Typically 80-95% smaller. A 10 MB Giphy reaction GIF lands at 500 KB-1.5 MB as H.264 M4V at the same resolution. The savings come from inter-frame compression (H.264 stores only what changed between frames) and full 24-bit color (no palette quantization). Photographic GIFs save the most; flat 2-color animations save the least.
Not by default — most players show a single play, then stop. The Apple TV app, QuickTime, and iOS Photos app all have a "Loop" toggle in their playback controls. For an actually-auto-looping file, embed in a webpage with <video loop autoplay muted> or use GIF to MP4 which is treated as a "video file" with looping by more web players.
Generally no. M4V / MPEG-4 in mainstream players doesn't render alpha channels — pixels that were transparent in the GIF render as black or whatever fill color is set. If you need transparency for an Apple device, export to ProRes 4444 or HEVC with alpha (a different workflow); if you only need transparency for the web, GIF to WebM preserves alpha via VP9.
If you don't change the frame duration, the M4V plays back at the GIF's original frame timing (most GIFs are 10-25 fps). To slow it down for a "TV-friendly" feel, increase frame duration (e.g. 1/10 second per frame becomes 10 fps). To speed it up for a snappier loop, decrease duration. Apple TV is happy with anything from 24-60 fps; iPhone playback is smooth across the same range.

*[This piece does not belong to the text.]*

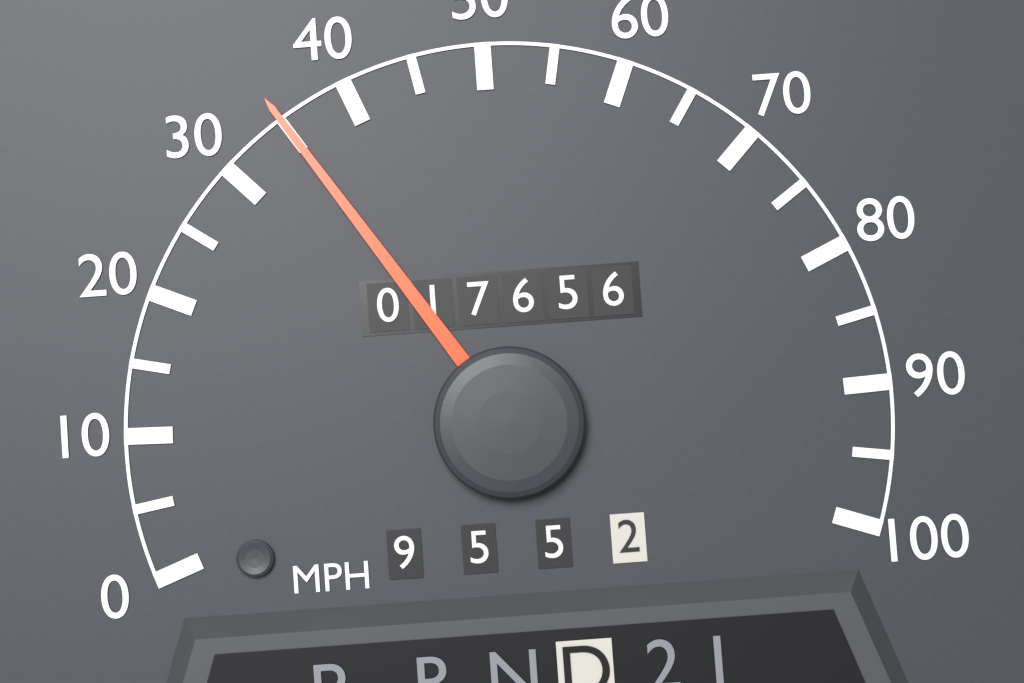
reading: 35 MPH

Yes — drop in entire folders of GIFs. They convert in parallel within your browser session. Each file uses the same codec and quality settings, or you can override per-file before clicking Convert. Useful when consolidating a sticker pack or animation collection into an Apple TV library.
No — GIF has no audio track to carry over. The M4V is silent. If you need audio, edit the converted file in iMovie / QuickTime / Apple TV editing tools to add a music or voiceover track.